Rebecca Breyer • The Honolulu Advertiser

The girls placed first in the U.S. Army-sponsored eCYBERMISSION Southwest/Pacific Region competition and were national finalists for their "Project CHO51," which identified an effective method for recovering oil leaking from the Arizona without harming marine life, threatening the ecosystem, or causing further damage to the battleship that Japanese bombs sent to the bottom of Pearl Harbor on Dec. 7, 1941.

Melissa Cantillo, Vanessa Butin, Yvette Butac and Samantha Jeet knew nothing about the subject until they started work on the project last year as ninth-graders. They decided to do the project after watching a video presentation on the USS Arizona by a Mainland student group visiting Moanalua High and determined no modified cleanup effort of leaking oil was being done.

"All we knew was that oil has been leaking for a long time and something should be done," said Vanessa, 15, a Waipahu resident.

The method the girls used in their model is called "tenting."

Using a fish tank, plastic bottles and other household items, the girls identified materials that could be safely used to absorb the oil, the Army said.
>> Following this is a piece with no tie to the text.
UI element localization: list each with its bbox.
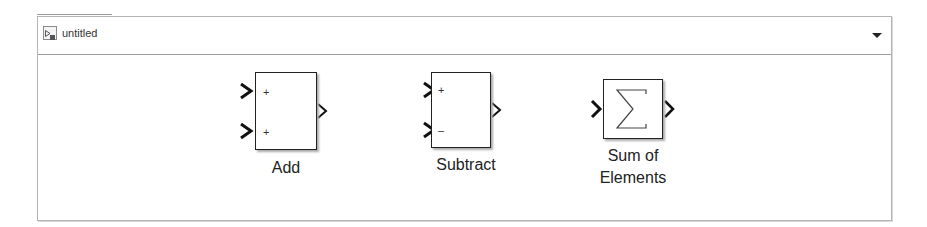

Project CHO51 designed a potential solution that would remove the oil before it could spread and harm marine life.

From their research, the girls determined that oil leaks from holes in the skin of the ship that are about the size of an orange.

"Because oil floats to the top, we have a tent or canopy on top of where it's leaking," said Melissa, 15, who is from 'Ewa Beach. "There's a tube that leads from the canopy to the top into a collection area."

The girls started the project in December 2003 and had to submit it for competition in March 2004.

"We researched certain points of the ship and learned that two or three quarts were leaking from it per day," Melissa said. "The ship is like a cemetery so you can't do something (to capture oil) that would disturb it. The military has a plan in case something happens (to the ship) and all the oil comes out."

An estimated 500,000 gallons of fuel oil remain in the wreckage of the ship.

The girls' project was not about a catastrophic situation where the rotting ship breaks apart and all of the oil is released, but to find a way to capture the oil that is slowly leaking from the ship day by day.

After placing first in their region, the girls spent last summer doing research to fine-tune the project for the national finals. They visited the USS Arizona Memorial many times over the summer to gather more information and detail.

And why is it called "Project CHO51?" CHO is carbon, hydrogen and oxygen or oil, the girls said. Giggling, they added that 51 has no meaning, it was just a number that sounded good.

Melissa, Vanessa, Yvette, who is from Kalihi, and Samantha, now attending school on the Mainland, hardly fit the stereotypical whiz-kid image. Their science teacher, Theresa Nishite, describes them as "ordinary students."

Nishite and another science teacher, Lynn Sueoka, coordinated the projects at Moanalua. The girls were granted out-of-district exceptions to attend Moanalua High for its specialized media and communication program. Van Hale, the program coordinator, said the students were able to combine language arts, social studies and science with media and communication to make the project a success.

"It was one project that touched a lot of different subjects," Hale said.

The girls were each awarded a $3,000 saving bond for winning their region and an additional $3,500 bond for being finalists. They flew to Washington, D.C., with Nishite in June for the award presentations.

Melissa is interested in pursing a career in graphic art, and her work on the project's display board is outstanding. Among the other students here, Yvette wants to be a photographer and Vanessa is undecided.

Nishite said five other teams made up of three or four students each from Moanalua High submitted projects and four of them placed in the Southwest/Pacific Region. Members from the three other teams that placed each received a $2,000 savings bond. Moanalua submitted entries for the first time and was the only school from Hawai'i in the competition.

The competition is open to students in grades 6 through 9. The project requires students to identify problems in their community related to health and safety, arts and entertainment, sports and recreation, or the environment.